Wild Journeys
A Two-Panel Mural by Helen SeayWyoming Untrapped is proud to be collaborating with Yellowstonian and artist Helen Seay in telling the stories of Wyoming’s spectacular native wildlife that converge so joyously on two murals in downtown Jackson. Think of it as a journey of arrival. In the weeks and months ahead, we’ll be treating our readers to the natural history of each species and the pathways they take across the landscape of the Greater Yellowstone Ecosystem. Our goal is to engender empathy for an amazing congregation of free-moving species that exist in such congregation nowhere else in the Lower 48. They are part of our shared natural heritage and there is much we can learn from them.
"SPIRIT" - A Trapped Wyoming Bobcat
once free-roamingWe are delighted to introduce a magnificent bobcat sculpture, “SPIRIT”, a year-in-the-making piece by local artist Terry Chambers. It shows the spirit of a bobcat, a Wyoming furbearer that’s really a free-roaming spirit trapped within these pieces of steel. Terry painstakingly disassembled 50+ traps, cleaned, shaped and cut into an excess of 600 pieces. There are at least 8 different types and sizes of traps, most of them vintage, 80-100 years old. These traps and snares were designed to trap and kill animals, but WU and Chambers are finding a new use for them as components in artwork to raise awareness about trapping.

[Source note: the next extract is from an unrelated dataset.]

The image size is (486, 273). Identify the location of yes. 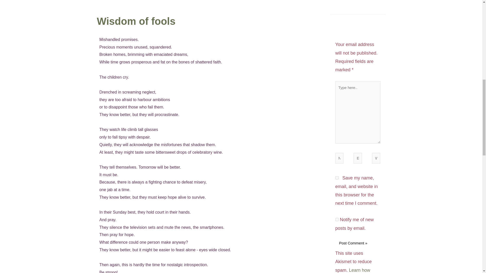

Through our Awareness Through Art program, we are showing that art helps us feel it emotionally and physically. Art can mitigate the numbing effect created by the glut of information we are faced with today, and motivate people to turn thinking into doing. Art engages with the world to change the world.
Untrapped
a poetry anthologyIn the initial call for submissions to Wyoming Untrapped, I said that I envisioned this chapbook as a reminder of the value of sharing our landscapes with our more-than-human neighbors and as a spark for reflection by readers into their own understanding of what untrapped lives can be. The poets who sent me work exceeded my expectations for what the chapbook might contain. To each of them, I am grateful. As readers, I hope you are inspired to reflect on your own relationship to the ecosystems we inhabit and the actions you can take to foster healthy relationships within them.
Poets were encouraged to think about the theme of the chapbook broadly, and I was amazed and impressed by the range of responses that came in. Some poems focus closely on the lives of fur-bearing animals. Others consider our relationships with and responsibilities toward our more-than-human neighbors. Still, others think broadly about what it might mean to live an untrapped life with an untrapped mind. Through all of the poems included here, I was inspired by the depth of feeling directed toward the landscapes and animals that make up our home ground.
I am also moved by the originality of voices that emerge across the poems. The poets collected here show that the poetic ecosystem in the Tetons thrives. They showcase a community of writers who know the ways we can bring words together to re-envision the world where we live.